Swim programs carry a weight most activity providers never feel: the water does not grade on a curve. Grouping decisions that would merely annoy in a soccer program are safety decisions in a pool, which is why this form asks about ability the way instructors actually assess it — observable behavior, not certificates or age.

Why these fields. The comfort-level options describe what a swimmer does ("splashes happily with support", "swims short distances unaided") instead of program jargon like "Level 3" or "Dolphins", because parents cannot map your internal levels but can describe their child in the water with perfect accuracy. Age still matters — teaching methods and ratios differ — but it sits beside ability rather than replacing it, and an age range wide enough for adults is deliberate: adult learn-to-swim is a large, quietly embarrassed market that signs up when a form treats them as expected. The slot dropdown reflects the hard truth of aquatic scheduling — pool time is the scarcest resource in the building — so demand data per slot is what you negotiate lane bookings with.
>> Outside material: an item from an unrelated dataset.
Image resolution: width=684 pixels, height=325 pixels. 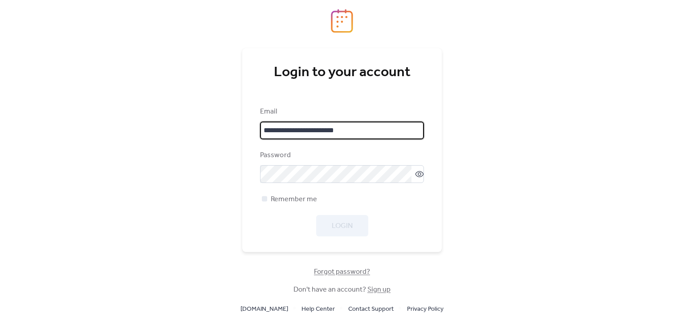 What do you see at coordinates (342, 73) in the screenshot?
I see `div: Login to your account` at bounding box center [342, 73].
The carer field activates for under-16s by instruction rather than logic, keeping one form serving both audiences; adult swimmers skip it per the placeholder. The medical note names its readers — instructor and lifeguard — and that is not decoration: ear tubes change submersion rules, epilepsy changes supervision positioning, and the lifeguard who has read the note before the lesson is the entire point of asking. The safety-rules agreement sets the deck-behavior contract before the first splash.
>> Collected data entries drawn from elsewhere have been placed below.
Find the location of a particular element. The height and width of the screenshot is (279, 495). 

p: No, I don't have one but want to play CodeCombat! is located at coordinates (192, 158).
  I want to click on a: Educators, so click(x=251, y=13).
What we left out. Stroke-by-stroke skill checklists — the water check at the first lesson is the real assessment, and a form pretending otherwise produces false precision. Payment details also stay out, running through your leisure-center till or invoicing as usual, reconciled against the export.
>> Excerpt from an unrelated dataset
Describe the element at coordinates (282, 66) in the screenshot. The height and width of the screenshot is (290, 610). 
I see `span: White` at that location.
Who uses this. Community pools and leisure centers running term-time lessons, private swim schools, summer pool programs, triathlon clubs coaching adult improvers, and hotel pools adding lesson revenue to quiet mornings.

Make it yours. Rename the slots to your actual lane bookings and cap each with close-after-N-responses by duplicating the form per slot — ratios are law in most jurisdictions, so let the form enforce yours. Email notifications keep the aquatics coordinator current, and the CSV export sorted by comfort level is the level-placement meeting done in advance. Rewrite the medical placeholder to reflect your pool's specific protocols if they differ.

The deck handoff. Print the export column trio — name, comfort level, medical note — for the poolside clipboard. When a substitute instructor covers at short notice, that one sheet transfers everything this form worked to collect.

Frequently asked questions

How are swimmers placed into levels?

The comfort-level answer shortlists a level and the first-lesson water check confirms it. Sorting the CSV export by that column preps the placement meeting in minutes.

Can we cap each lesson slot at legal ratios?

Yes — run one form per slot with close-after-N-responses set to your ratio limit; each form closes itself at capacity with your message.

Who sees the medical notes?

Only the form owner's dashboard. Share relevant notes with instructors and lifeguards through your staffing routine rather than broadcasting the full export.

Do adults really use the same form as kids?

Yes — the carer field is skipped by adults per its placeholder, and the ability options are written to fit any age. One form, one responses view, simpler admin.